In order to combat this, Orwell constructs a manifesto of Six Rules. The first is never to use a metaphor or simile which you are used to seeing in print and to avoid ‘dying metaphors’ and ‘phrases tacked together like the sections of a pre-fabricated henhouse’. The second is to always use short words, rather than long ones in the hope of gaining ‘precision’. The third recommends always cutting out words if possible. The fourth: use the active voice, rather than passive. The firth rule asks the writer to avoid foreign and scientific words, and especially useless jargon and ‘meaningless words’; hopefully this would remove ‘pretentious diction’. The sixth rule: break any of the above rules rather than say anything ‘barbarous’.

The Worm has mused over these rules, but admits that he has often contradicted them (after all, he believes his book reviews are all ‘sound and fury, signifying nothing’!). And even Orwell breaks the manifesto rules, admitting as much in this essay. However, if such rules are kept in mind, then Orwell hopes that ‘staleness of imagery’ and ‘lack of precision’ can be avoided.

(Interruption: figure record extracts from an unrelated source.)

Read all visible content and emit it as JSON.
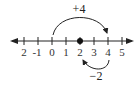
{
  "diagram": {
    "type": "number-line",
    "ticks": [
      {
        "value": -2,
        "label": "2",
        "x": 24
      },
      {
        "value": -1,
        "label": "-1",
        "x": 38
      },
      {
        "value": 0,
        "label": "0",
        "x": 52
      },
      {
        "value": 1,
        "label": "1",
        "x": 66
      },
      {
        "value": 2,
        "label": "2",
        "x": 80
      },
      {
        "value": 3,
        "label": "3",
        "x": 94
      },
      {
        "value": 4,
        "label": "4",
        "x": 108
      },
      {
        "value": 5,
        "label": "5",
        "x": 122
      }
    ],
    "point": {
      "value": 2,
      "x": 80
    },
    "jumps": [
      {
        "label": "+4",
        "from": 0,
        "to": 4
      },
      {
        "label": "−2",
        "from": 4,
        "to": 2
      }
    ],
    "colors": {
      "line": "#222222",
      "text": "#333333"
    }
  }
}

Orwell could be accused of being a pedant. He is scathing of other writers, but he is both clinical and playful in his condemnation of ‘bad English’. The writing – as adhered by his own standards – remains fresh and exciting; just as if it was written in 2013, and not 1946. He remains an honest voice in a sea of filthy lies.

Apologies, George, but an ending metaphor was the best this Worm could do.